The Debussy cantata The Prodigal Son is an early piece, composed for Debussy’s successful attempt at the Prix de Rome. It can hardly have received a better, more committed performance than this live one from Turin. There are three distinguished soloists, among whom the soprano Jeanine Micheau is on excellent form. And she needs to be, because the microphone placings favour the soloists in the balance against the orchestra.

Cluytens moves the music along nicely with tempi that always seem appropriate, and the audience is generally well behaved - somewhat more so than in the Honegger symphony. Debussy’s cantata emerges as a strong piece, well worth hearing and certainly not the apprentice trial composition it in fact was. The text is printed in the booklet, but without translation.

Honegger’s Symphonie Liturgique (his No. 3) is yet another great symphony from the 20th century’s richest symphonic decade. The three movements – Dies Irae, De Profundis Clamavi and Don Nobis Pacem – use liturgical imageries to maximum effect. The whole work has a depth of feeling and sense of purpose of such an order that it is appropriate to consider the piece the best Honegger created.

Cluytens directs a performance of real intensity and vision. In a couple of quieter moments in the slow movement the odd audience member makes the occasional intrusion, though this is never an enduring problem. Orchestral discipline is of a high order, not least in the fast opening movement, in which Cluytens offers no respite to his demanding tempo.

The central slow movement has some distinguished playing, the principal flute faring well in the exposed solos that occur in the finale too. The attention to details of dynamic shading is exemplary, making it more of a pity that the corporate discipline did not extend to the audience also.
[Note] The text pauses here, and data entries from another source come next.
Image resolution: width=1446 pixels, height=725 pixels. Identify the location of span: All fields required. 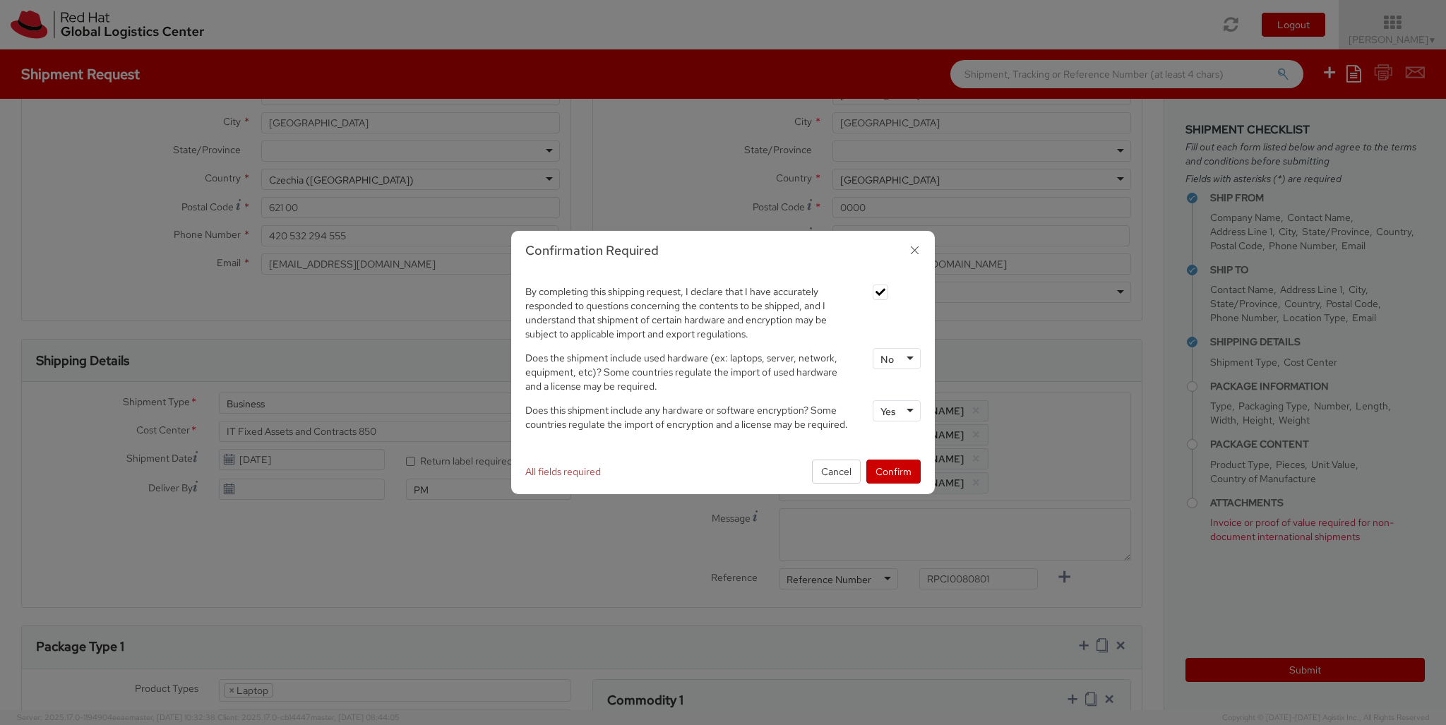
(563, 471).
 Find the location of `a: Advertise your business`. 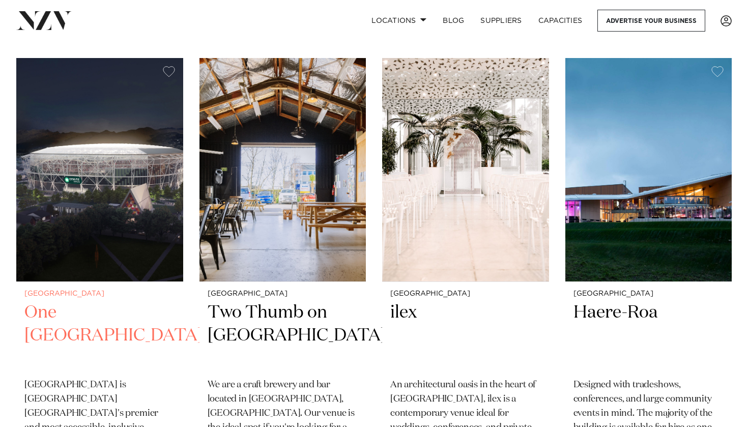

a: Advertise your business is located at coordinates (651, 20).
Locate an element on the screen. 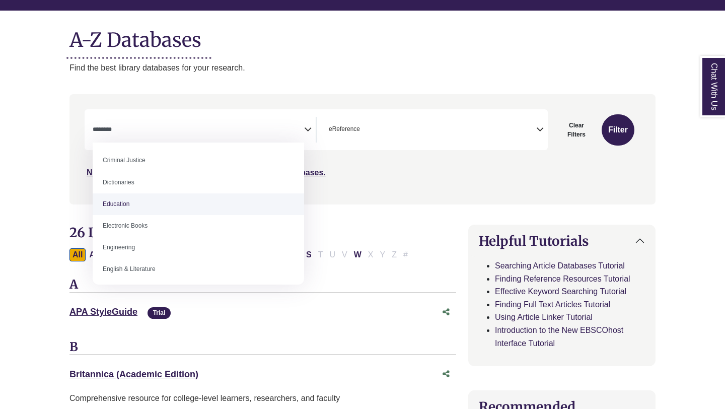 The width and height of the screenshot is (725, 409). p: Find the best library databases for your research. is located at coordinates (363, 68).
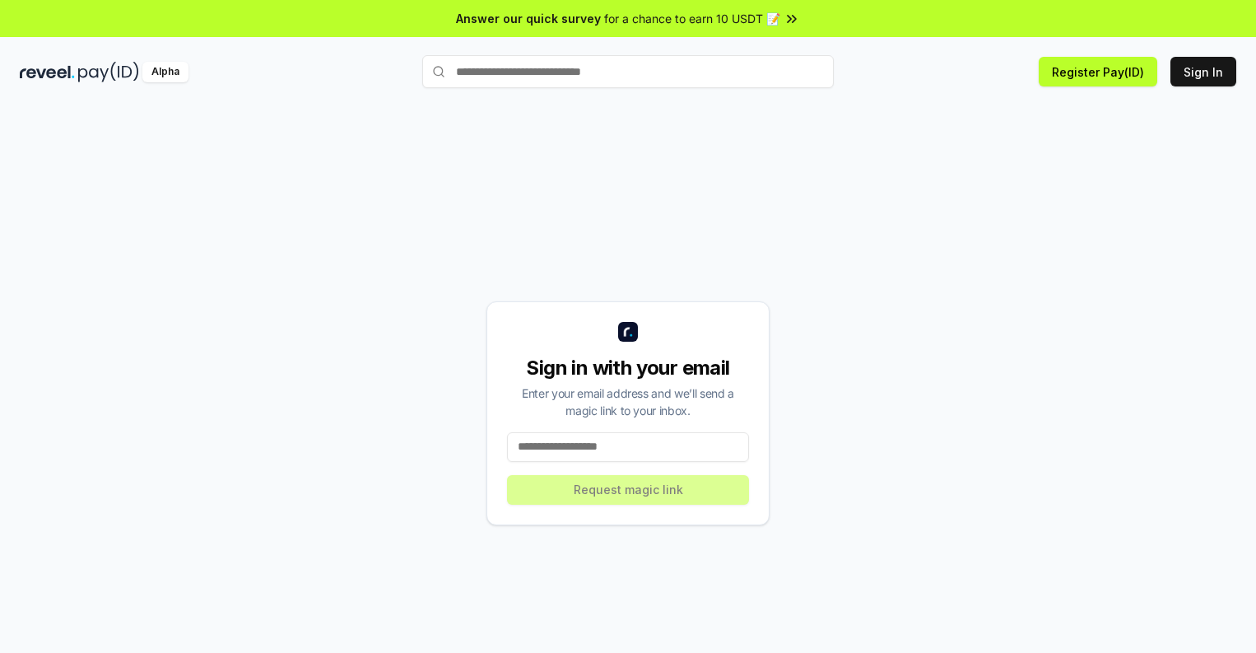  Describe the element at coordinates (165, 72) in the screenshot. I see `div: Alpha` at that location.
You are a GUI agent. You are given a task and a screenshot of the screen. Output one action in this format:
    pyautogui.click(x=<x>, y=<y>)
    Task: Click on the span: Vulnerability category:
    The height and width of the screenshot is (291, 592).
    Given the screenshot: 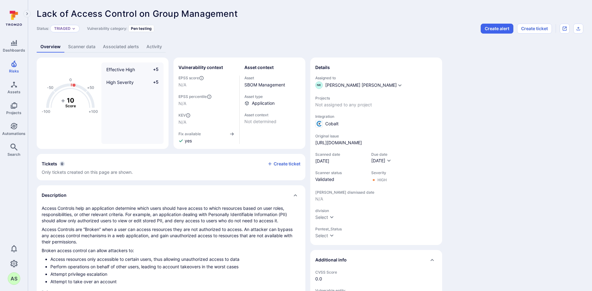 What is the action you would take?
    pyautogui.click(x=107, y=28)
    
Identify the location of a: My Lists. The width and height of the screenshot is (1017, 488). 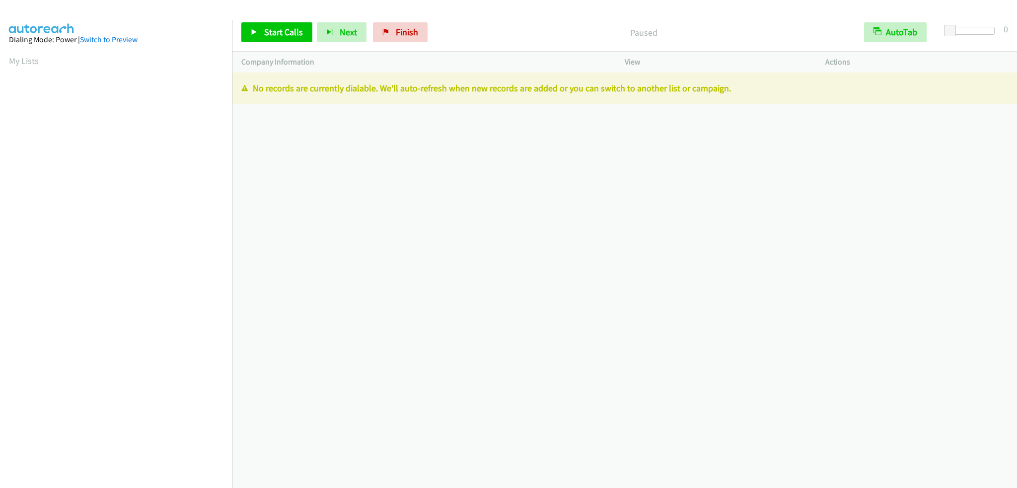
(24, 61).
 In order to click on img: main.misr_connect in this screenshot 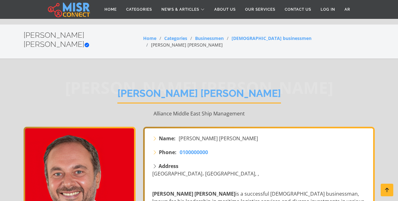, I will do `click(69, 9)`.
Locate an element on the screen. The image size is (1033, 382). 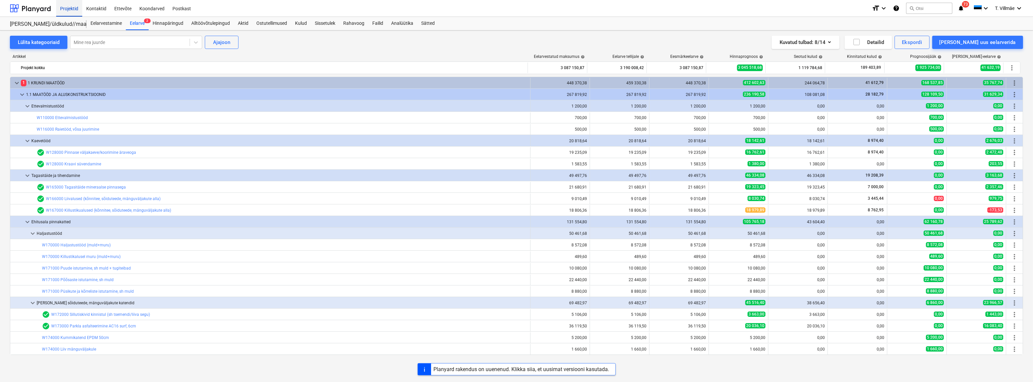
span: 8 572,08 is located at coordinates (935, 244).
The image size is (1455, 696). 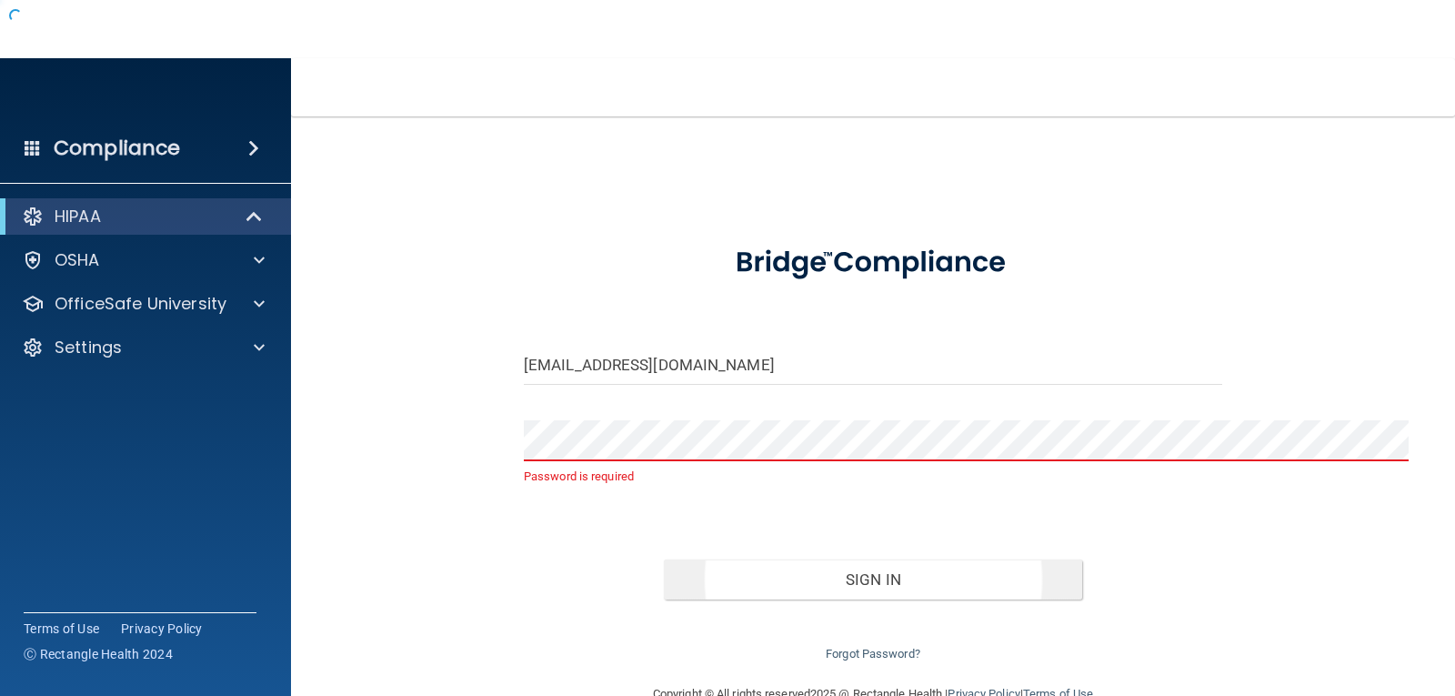 I want to click on a: Privacy Policy, so click(x=162, y=628).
The principal theme of the finale is taken at a strong pace, but not too fast. Therefore the music develops a real symphonic weight as it moves towards the crisis that releases the final ‘Song of the Bird’, the vision of peace with which the work ends. While this reissue does not give the listener as overwhelming an experience as the best available recordings (probably Karajan on DG and Jansons on EMI) in what is a quite a crowded field, it is a magnificent performance that does Honegger justice. And there is not much more for which we can ask.